Giovanni di Paolo Rucellai was the effective head of the Rucellai family. He commissioned the building of the Palazzo Rucellai, designed by Leon Battista Alberti. The son-in-law of Palla Strozzi, Giovanni di Paolo was close friends with Piero di Cosimo de' Medici and his wife, Lucrezia Tornabuoni. He served as Prior in 1463 and as Gonfaloniere di Giustizia in 1475. His eldest son, Bernardo, married Nannina de' Medici.

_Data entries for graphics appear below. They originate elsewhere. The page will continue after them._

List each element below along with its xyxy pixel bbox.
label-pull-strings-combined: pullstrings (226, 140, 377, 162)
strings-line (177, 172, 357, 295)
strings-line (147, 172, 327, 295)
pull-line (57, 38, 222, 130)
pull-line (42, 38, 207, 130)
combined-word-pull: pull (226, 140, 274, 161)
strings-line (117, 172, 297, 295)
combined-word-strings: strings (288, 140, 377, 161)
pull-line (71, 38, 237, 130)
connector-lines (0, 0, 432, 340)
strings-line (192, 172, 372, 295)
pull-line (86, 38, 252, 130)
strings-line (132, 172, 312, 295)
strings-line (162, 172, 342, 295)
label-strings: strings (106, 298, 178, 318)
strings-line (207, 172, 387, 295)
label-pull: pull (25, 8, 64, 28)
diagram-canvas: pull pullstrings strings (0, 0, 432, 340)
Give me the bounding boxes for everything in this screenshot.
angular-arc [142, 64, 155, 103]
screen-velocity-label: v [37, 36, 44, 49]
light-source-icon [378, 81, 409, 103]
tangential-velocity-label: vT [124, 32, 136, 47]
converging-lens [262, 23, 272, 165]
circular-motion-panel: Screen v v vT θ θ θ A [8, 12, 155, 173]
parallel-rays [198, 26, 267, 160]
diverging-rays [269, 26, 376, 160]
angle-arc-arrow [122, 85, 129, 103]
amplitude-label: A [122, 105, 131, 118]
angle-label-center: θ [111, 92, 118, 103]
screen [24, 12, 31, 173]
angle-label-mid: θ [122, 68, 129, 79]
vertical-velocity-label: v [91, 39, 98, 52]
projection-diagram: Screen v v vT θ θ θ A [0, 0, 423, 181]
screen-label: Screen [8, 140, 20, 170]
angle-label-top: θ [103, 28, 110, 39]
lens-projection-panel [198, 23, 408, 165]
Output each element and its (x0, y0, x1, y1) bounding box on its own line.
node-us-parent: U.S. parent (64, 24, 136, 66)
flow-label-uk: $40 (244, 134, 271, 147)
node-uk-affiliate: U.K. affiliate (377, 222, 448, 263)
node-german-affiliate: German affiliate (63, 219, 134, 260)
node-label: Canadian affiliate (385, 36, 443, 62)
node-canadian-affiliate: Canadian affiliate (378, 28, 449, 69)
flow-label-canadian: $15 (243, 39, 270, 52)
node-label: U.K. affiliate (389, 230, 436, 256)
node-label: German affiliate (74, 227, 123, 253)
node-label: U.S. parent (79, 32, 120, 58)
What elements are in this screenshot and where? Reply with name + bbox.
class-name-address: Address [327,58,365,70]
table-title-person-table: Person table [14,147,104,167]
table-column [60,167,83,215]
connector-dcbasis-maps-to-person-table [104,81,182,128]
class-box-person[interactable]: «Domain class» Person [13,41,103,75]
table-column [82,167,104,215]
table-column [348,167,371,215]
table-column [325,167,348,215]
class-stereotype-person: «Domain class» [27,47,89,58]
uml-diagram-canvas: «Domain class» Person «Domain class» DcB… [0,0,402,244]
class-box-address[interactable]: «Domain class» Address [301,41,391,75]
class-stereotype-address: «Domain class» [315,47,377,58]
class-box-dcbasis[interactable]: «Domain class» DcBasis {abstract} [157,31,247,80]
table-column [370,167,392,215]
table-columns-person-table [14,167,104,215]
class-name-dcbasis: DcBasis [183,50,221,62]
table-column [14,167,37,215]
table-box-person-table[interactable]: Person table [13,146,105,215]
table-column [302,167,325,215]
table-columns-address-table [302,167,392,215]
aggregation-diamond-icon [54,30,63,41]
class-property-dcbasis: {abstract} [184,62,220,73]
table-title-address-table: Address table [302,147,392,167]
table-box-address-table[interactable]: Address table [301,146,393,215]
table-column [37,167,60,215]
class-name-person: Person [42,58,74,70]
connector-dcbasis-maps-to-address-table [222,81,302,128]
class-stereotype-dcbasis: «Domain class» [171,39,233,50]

He was well-acquainted with the classics and he kept a Zibaldone into which he copied his translations of passages from Greek and Latin authors such as Aristotle, Boethius and Seneca the Younger.[1]

Giovanni di Paolo was an important patron of the arts, matched only by Cosimo de' Medici in fifteenth-century Florence. His most notable donation, the marble façade by Alberti for Santa Maria Novella, was but one of the family's commissions of public art.[2] For the Palazzo Rucellai he commissioned works from Castagno, Desiderio da Settignano, Filippo Lippi, Piero Pollaiuolo, Paolo Uccello, Verrocchio, Domenico Veneziano, Vittorio Ghiberti and Giovanni Bertini.[3]

References

  1. ^ Mario Emilio Cosenza (1962) Biographical and Bibliographical Dictionary of the Italian Humanists and of the World of Classical Scholarship in Italy, 1300-1800 Vol. 5 Boston: G. K. Hall.
  2. ^ Felix Gilbert (1949) "Bernardo Rucellai and the Orti Oricellari: A Study on the Origin of Modern Political Thought": Journal of the Warburg and Courtauld Institutes, Vol. 12, p. 105
  3. ^ Martin Wackernagel, Alison Luchs (trans.) (1981) The World of the Florentine Renaissance Artist: Projects and Patrons, Workshop and Art Market. Princeton: Princeton UP, pp. 226-29.